I've had three or four cases where wine dropped into a debugger upon an attempt to change some UI feature. Ugh.
Overall impressions:
* Way, WAY better than it was four years ago.
* Could definitely use work, both on stability and performance.
* The hardware price/performance/power requirements look to have improved a lot.
I'm easily annoyed by fan noise and the like, but the big thing to me is that I'm sort of disappointed by the performance. I'd expect a card a full year or so newer to be at least marginally faster, and on paper, the 5750 looks like it should be noticably faster, or at least not particularly slower, than the 9800GT. In practice, it's about 20% slower, maybe a bit more.
Two years ago, I would not have recommended even trying ATI's Linux drivers. Now, well, they're still clearly second-place, but they're a lot closer. The substantial edge in wattage is pretty attractive, too.
I do wonder where all the time is going, though. There is no reason for a modern system to be running <30fps in low-population old-world parts of WoW.
Some background. I care about precisely three applications:
* xterm
* firefox
* World of Warcraft
That's it. xterm and firefox work everywhere, so the only interesting thing, to me, is WoW performance.
Some years back, I had... Hmm. Probably a Radeon 9600 or so. Maybe a 9800. Anyway, I had that on a Windows box, and I was doing some WoW addon development, and I was really hating the Windows experience -- such as the 5 second lag to resync my monitor when I changed from 1600x1200, 60Hz, to 1600x1200, 60Hz. Whatever.
So I rebooted to Linux, copied some files over, and tried WoW. It ran great... Until I found problems, such as "1 second lag upon changing target" or "1 second lag upon any of a large number of video effects".
After reading reviews, forum posts, and so on, I went out and picked up a GeForce 7950, swapped drivers, and... It was flawless. Worked better, ran faster. Huge upgrade.
Since then, I've gone through about 4 nVidia cards, all of which have been livable.
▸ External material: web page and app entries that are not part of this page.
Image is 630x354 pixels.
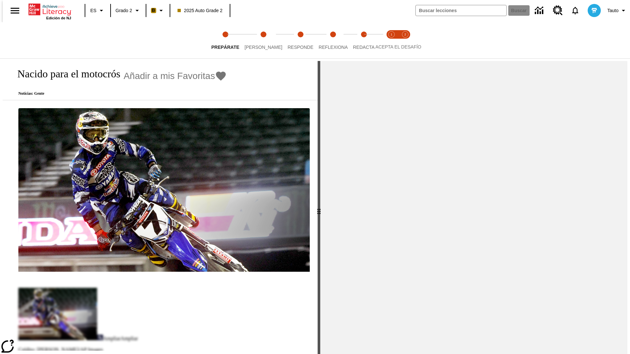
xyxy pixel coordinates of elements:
[177,7,223,14] span: 2025 Auto Grade 2
[10,68,120,80] h1: Nacido para el motocrós
[549,2,567,19] a: Centro de recursos, Se abrirá en una pestaña nueva.
[348,22,380,58] button: Redacta step 5 of 5
[353,45,375,50] span: Redacta
[313,22,353,58] button: Reflexiona step 4 of 5
[282,22,319,58] button: Responde step 3 of 5
[46,16,71,20] span: Edición de NJ
[87,5,108,16] button: Lenguaje: ES, Selecciona un idioma
[390,33,392,36] text: 1
[319,45,348,50] span: Reflexiona
[239,22,287,58] button: Lee step 2 of 5
[211,45,239,50] span: Prepárate
[375,44,421,50] span: ACEPTA EL DESAFÍO
[404,33,406,36] text: 2
[124,71,215,81] span: Añadir a mis Favoritas
[605,5,630,16] button: Perfil/Configuración
[584,2,605,19] button: Escoja un nuevo avatar
[3,61,318,351] div: reading
[206,22,244,58] button: Prepárate step 1 of 5
[287,45,313,50] span: Responde
[318,61,320,354] div: Pulsa la tecla de intro o la barra espaciadora y luego presiona las flechas de derecha e izquierd...
[115,7,132,14] span: Grado 2
[29,2,71,20] div: Portada
[152,6,155,14] span: B
[124,70,227,82] button: Añadir a mis Favoritas - Nacido para el motocrós
[244,45,282,50] span: [PERSON_NAME]
[148,5,168,16] button: Boost El color de la clase es anaranjado claro. Cambiar el color de la clase.
[90,7,96,14] span: ES
[588,4,601,17] img: avatar image
[320,61,627,354] div: activity
[416,5,506,16] input: Buscar campo
[5,1,25,20] button: Abrir el menú lateral
[531,2,549,20] a: Centro de información
[567,2,584,19] a: Notificaciones
[113,5,144,16] button: Grado: Grado 2, Elige un grado
[396,22,415,58] button: Acepta el desafío contesta step 2 of 2
[18,108,310,272] img: El corredor de motocrós James Stewart vuela por los aires en su motocicleta de montaña
[382,22,401,58] button: Acepta el desafío lee step 1 of 2
[607,7,618,14] span: Tauto
[10,91,227,96] p: Noticias: Gente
There was one brief period where fog rendering got completely broken, which lasted for about one minor driver update.
Anyway, it's been a while, and I had heard that ATI's drivers were a lot better, so I decided to get a 5750 fanless card (I'm big on fanless cards) and see how it worked.
Initial impressions:
* The install process is pretty livable. It worked, anyway.
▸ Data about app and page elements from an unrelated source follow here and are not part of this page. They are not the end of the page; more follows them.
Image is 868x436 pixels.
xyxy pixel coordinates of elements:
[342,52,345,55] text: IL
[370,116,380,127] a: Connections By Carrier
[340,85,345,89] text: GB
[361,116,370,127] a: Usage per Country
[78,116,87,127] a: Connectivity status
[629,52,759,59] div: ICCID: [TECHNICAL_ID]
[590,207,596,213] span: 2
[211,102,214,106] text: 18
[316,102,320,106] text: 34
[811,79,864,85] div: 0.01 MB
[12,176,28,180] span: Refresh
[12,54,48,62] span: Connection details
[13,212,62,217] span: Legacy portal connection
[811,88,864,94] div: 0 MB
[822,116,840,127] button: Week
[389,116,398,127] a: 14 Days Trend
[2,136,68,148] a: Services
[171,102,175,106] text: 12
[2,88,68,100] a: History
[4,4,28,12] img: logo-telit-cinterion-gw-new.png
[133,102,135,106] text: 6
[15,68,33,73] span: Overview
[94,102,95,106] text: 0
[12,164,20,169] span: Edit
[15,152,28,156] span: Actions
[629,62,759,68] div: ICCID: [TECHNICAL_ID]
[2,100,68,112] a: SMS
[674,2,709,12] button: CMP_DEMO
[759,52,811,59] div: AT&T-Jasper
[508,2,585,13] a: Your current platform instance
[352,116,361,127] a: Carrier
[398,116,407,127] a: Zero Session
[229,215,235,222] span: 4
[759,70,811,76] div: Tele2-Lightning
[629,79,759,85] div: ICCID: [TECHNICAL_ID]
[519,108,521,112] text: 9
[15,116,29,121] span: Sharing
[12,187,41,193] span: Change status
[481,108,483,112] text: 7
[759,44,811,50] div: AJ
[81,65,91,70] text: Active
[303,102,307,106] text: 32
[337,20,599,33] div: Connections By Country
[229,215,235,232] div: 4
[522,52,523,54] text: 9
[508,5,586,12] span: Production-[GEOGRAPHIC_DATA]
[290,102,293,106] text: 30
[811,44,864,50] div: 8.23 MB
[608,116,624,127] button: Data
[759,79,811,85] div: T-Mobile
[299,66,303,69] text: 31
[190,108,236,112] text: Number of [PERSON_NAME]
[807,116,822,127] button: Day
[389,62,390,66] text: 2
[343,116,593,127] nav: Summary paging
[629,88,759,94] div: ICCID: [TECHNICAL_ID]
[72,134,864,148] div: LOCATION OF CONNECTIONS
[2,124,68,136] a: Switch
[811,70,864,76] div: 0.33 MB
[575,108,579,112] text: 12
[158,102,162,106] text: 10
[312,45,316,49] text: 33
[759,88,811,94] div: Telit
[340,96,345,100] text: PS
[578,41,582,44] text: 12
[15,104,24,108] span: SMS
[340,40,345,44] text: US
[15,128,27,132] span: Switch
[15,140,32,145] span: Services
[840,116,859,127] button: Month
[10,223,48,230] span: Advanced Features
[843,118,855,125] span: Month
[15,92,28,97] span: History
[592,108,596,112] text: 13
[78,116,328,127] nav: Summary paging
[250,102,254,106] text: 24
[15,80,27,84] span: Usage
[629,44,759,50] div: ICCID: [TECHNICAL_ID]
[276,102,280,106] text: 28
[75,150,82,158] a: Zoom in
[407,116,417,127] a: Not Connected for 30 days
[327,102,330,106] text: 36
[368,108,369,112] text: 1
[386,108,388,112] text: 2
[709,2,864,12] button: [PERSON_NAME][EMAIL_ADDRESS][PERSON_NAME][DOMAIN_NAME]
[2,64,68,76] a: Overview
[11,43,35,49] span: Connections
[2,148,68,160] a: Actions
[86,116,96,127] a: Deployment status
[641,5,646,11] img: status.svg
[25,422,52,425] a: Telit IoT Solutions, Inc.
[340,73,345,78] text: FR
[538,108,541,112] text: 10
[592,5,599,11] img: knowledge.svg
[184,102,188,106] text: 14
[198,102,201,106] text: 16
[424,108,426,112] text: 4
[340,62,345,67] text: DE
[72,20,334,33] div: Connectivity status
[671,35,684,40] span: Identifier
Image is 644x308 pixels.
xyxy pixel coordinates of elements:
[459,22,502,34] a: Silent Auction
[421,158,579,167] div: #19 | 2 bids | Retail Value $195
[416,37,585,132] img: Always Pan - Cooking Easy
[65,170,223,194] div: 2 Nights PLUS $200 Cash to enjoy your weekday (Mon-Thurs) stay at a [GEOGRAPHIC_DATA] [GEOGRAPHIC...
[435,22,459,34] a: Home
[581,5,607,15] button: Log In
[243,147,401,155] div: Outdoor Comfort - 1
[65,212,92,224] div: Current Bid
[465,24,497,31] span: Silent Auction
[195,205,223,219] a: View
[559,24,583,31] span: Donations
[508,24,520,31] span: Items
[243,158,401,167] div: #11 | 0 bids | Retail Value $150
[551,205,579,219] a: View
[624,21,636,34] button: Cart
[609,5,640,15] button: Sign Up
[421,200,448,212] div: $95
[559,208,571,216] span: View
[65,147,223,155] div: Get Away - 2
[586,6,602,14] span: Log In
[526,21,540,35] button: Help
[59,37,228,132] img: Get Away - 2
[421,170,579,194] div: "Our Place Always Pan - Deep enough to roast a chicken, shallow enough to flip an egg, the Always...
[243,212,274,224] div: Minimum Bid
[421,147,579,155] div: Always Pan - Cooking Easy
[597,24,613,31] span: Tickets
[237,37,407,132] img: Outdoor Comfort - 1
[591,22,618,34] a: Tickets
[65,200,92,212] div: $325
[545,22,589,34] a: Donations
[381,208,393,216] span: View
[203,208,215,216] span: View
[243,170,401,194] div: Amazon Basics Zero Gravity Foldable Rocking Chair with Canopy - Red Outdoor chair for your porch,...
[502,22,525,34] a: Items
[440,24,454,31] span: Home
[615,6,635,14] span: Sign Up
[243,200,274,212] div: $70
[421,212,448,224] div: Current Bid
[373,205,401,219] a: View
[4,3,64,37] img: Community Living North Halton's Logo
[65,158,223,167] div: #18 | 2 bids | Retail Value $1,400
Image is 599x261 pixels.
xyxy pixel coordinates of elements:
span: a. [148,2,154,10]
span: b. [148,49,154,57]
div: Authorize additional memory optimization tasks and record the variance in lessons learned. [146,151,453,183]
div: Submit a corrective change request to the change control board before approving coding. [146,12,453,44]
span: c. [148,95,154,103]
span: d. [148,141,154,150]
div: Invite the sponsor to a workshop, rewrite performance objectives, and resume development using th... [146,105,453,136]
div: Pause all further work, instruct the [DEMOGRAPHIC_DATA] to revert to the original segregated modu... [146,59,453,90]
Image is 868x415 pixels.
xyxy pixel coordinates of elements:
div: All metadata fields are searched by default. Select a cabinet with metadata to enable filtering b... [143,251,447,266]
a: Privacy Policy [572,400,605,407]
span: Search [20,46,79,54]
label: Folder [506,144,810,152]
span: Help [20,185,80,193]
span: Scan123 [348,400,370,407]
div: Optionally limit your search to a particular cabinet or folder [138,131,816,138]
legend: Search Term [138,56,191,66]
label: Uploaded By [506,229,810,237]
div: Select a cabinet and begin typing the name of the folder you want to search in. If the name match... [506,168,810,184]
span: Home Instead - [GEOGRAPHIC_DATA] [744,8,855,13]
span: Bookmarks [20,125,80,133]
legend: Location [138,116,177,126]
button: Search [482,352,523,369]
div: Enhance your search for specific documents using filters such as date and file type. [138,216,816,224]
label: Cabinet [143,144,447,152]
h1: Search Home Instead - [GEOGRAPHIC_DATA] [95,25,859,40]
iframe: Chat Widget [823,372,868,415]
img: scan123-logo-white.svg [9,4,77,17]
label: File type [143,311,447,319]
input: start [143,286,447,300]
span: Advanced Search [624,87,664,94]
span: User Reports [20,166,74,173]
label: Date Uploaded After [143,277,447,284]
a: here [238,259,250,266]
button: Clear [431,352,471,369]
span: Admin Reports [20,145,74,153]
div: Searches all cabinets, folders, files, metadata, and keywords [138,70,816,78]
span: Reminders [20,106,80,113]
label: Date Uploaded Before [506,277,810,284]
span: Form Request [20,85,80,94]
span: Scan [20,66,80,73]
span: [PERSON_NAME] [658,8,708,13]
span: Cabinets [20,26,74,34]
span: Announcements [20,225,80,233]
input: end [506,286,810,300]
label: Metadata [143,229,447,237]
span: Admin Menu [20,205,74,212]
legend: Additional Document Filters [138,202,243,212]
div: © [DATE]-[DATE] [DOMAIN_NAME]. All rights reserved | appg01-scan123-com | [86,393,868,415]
* The driver is not especially stable in the face of the sorts of changes one can make through the UI.
* Especially not in DirectX.
* OpenGL works.
* I don't think this card should be noticably slower than a GeForce 9800GT. But it is.
The most impressive example I got of a Just Plain Crazy failure mode is that enabling full screen glow in DirectX mode causes the entire 3D view to flip upside down. I can't even dignify that with such language as "doesn't make any sense". That's just insane. (Note that the nVidia drivers I used most recently couldn't do full screen glow in directx mode either.)
The card makes a bit of a high-pitched whine; I'm told that's common on new hardware (indeed, that's why I don't have a GeForce 260 right now -- this one isn't nearly as bad).
I've had three or four cases where wine dropped into a debugger upon an attempt to change some UI feature. Ugh.
Overall impressions:
* Way, WAY better than it was four years ago.
* Could definitely use work, both on stability and performance.
* The hardware price/performance/power requirements look to have improved a lot.
I'm easily annoyed by fan noise and the like, but the big thing to me is that I'm sort of disappointed by the performance. I'd expect a card a full year or so newer to be at least marginally faster, and on paper, the 5750 looks like it should be noticably faster, or at least not particularly slower, than the 9800GT. In practice, it's about 20% slower, maybe a bit more.
Two years ago, I would not have recommended even trying ATI's Linux drivers. Now, well, they're still clearly second-place, but they're a lot closer. The substantial edge in wattage is pretty attractive, too.
I do wonder where all the time is going, though. There is no reason for a modern system to be running <30fps in low-population old-world parts of WoW.